The Phantom let rip, directing his tirade at Christine, in the throbbing tango-beat tune to which they had duet-ed on stage. There was a pleading note to his voice, and it occurred to Dean, for the first time, that the lonely ghost was in love with her. His actions were misguided, but his motives were the purest known to man. He was begging her to stay with him, to share his theatrical, gothic existence, hiding in the vaults of a gold-plate and red-velvet opera house. His whole existence was a shadow of a fake, and she alone could make it real for him. His main mistake was the way he made his request with an accompanying threat… Dean choked as the rope tightened again.
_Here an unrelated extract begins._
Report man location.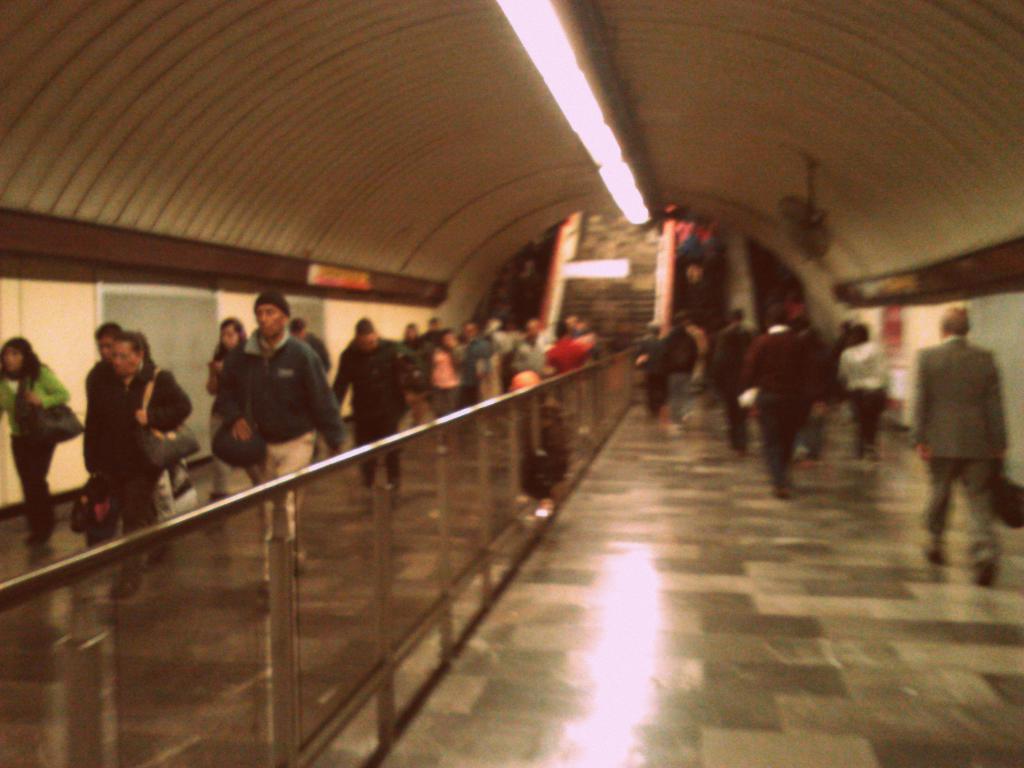
Report: [left=214, top=288, right=345, bottom=584].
The madman's passionate singing fell silent, and for several seconds nobody moved. Christine's voice trembled slightly as she began her reply. The improvised singing seemed to come less naturally to her than to her mentor, but still, Dean was impressed. He wasn't sure, but he thought she was using the tune from a song which had been a single for Cliff Richard and Sarah Brightman in the eighties. Then, absently, he wondered why he knew that.

Then all thought was suddenly extinguished from his mind. She had walked up to the madman who had kidnapped her, the same madman who wanted very much to strangle Dean to death and who was doing quite well so far. She walked up to him, seized his deformed face between her hands and kissed him, full and passionately on the lips.
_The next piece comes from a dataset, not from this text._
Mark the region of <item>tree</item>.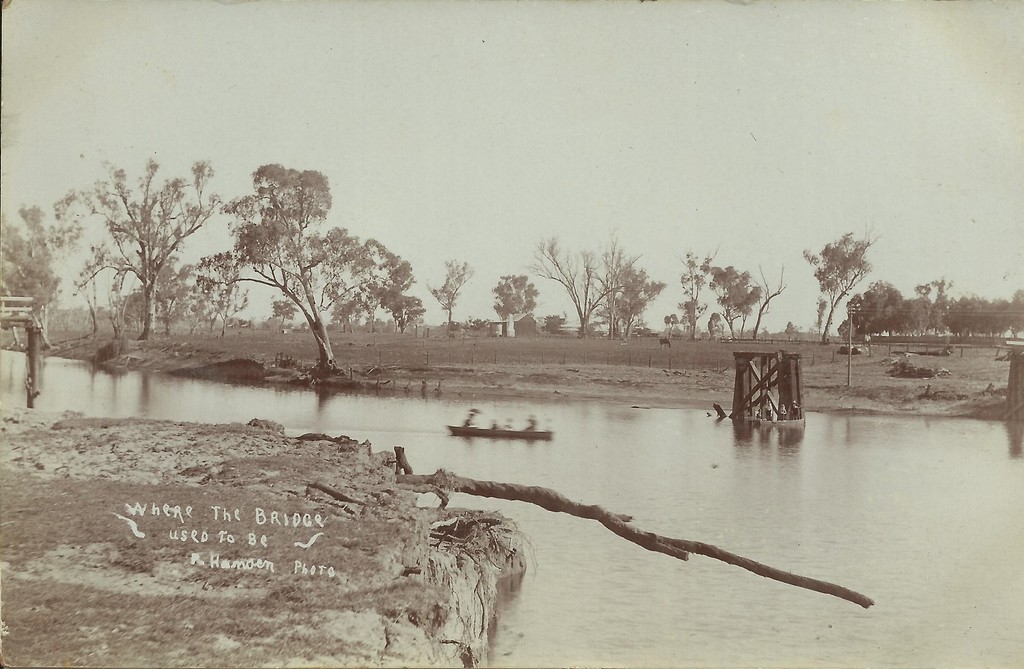
Region: box=[600, 233, 667, 345].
When she finally pulled away, there was another moment of shocked silence. She stared at the Phantom, and her eyes spoke of concern, with a hint of that intoxicated look which she had worn in the graveyard. He stared back at her, unreadable, and the Winchesters stared at the pair of them. The silence was broken by the Phantom's anguished sob. He dropped the rope, and raised both hands to his face, turning away.
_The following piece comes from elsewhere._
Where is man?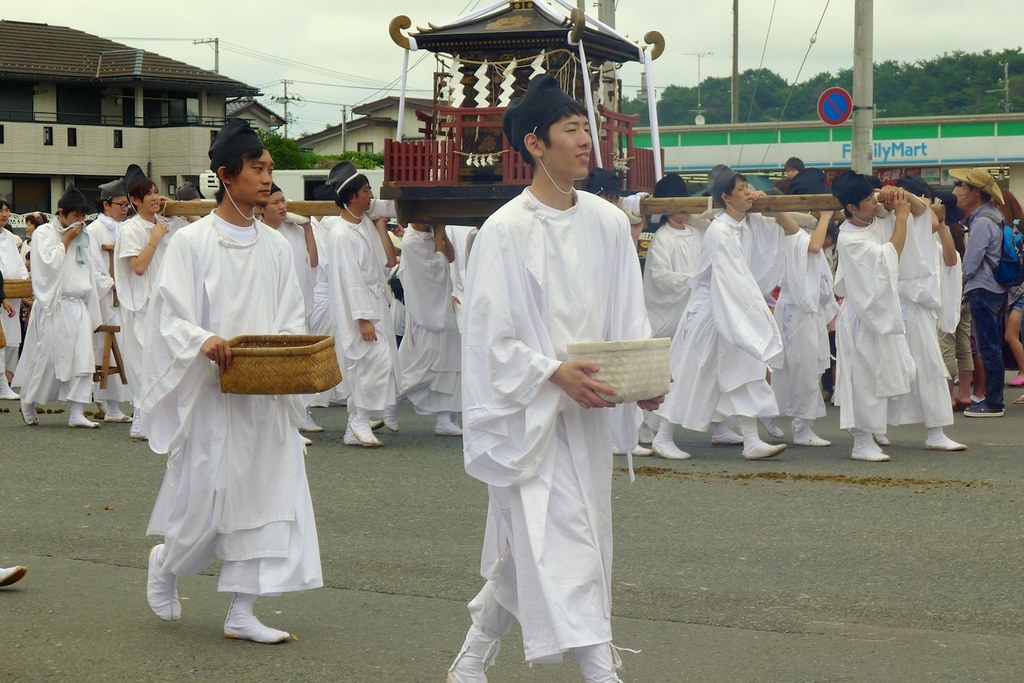
650/167/794/462.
Christine watched him, and her eyes welled up with pity. After a moment, she took a loud, steady breath, and hurried over to Dean.

'I'm so sorry you got pulled into this…' she murmured in his ear, yanking frantically at the ropes binding him. Dean swallowed air like a diver surfacing. He shook the remaining ropes off.

'That's ok,' he replied hoarsely. 'I'm sorry I was so useless…'

She tilted her head as if to silently agree that he had been useless and accept the apology. Then she smiled. Dean turned wearily, to see Sam leaning against the grate, relief written across his face.

Christine cast a wary glance back, to where the Phantom sat, carefully pulling back the lever which would lift the portcullis. His devastated, ashamed eyes met Christine's for a second. 'Go,' he whispered.

She and Dean ducked under the grate in silence, and waded away, towards the stairs, with Sam in tow.

'At least I wasn't as useless as Sam,' Dean muttered in her ear.

'I'd say about even,' Christine replied, grinning at the younger Winchester's indignant expression. 'It's a shame, though. I wanted to hear him sing…'

'Yeah, me too… I'm not sure I've ever heard…'

'You're not going to, Dean!'

'Why not? You can't be that bad… Just sing…'

'No! No way…'

'Sam… please? For me? Ignore him, pretend he's not here…'

'Hey!'

'No. You can't make me…'

0000000000000000000000000000

I think I'll leave it there. It's a very silly story, but I hope you enjoyed it. I was going to have another scene, but I felt that that was a good place to leave it. I don't think we've ever heard Sam sing on the show, though Dean has a few times…

I used the swordfight from the film version of Phantom of the Opera, because I think the version of events from the show is too inherently theatrical to work on film, or in writing. And I suppose the ending was a bit more like the film as well. But I left the chandelier crash in the middle!! Because although the film is good, nothing comes close to Phantom on stage. Nothing!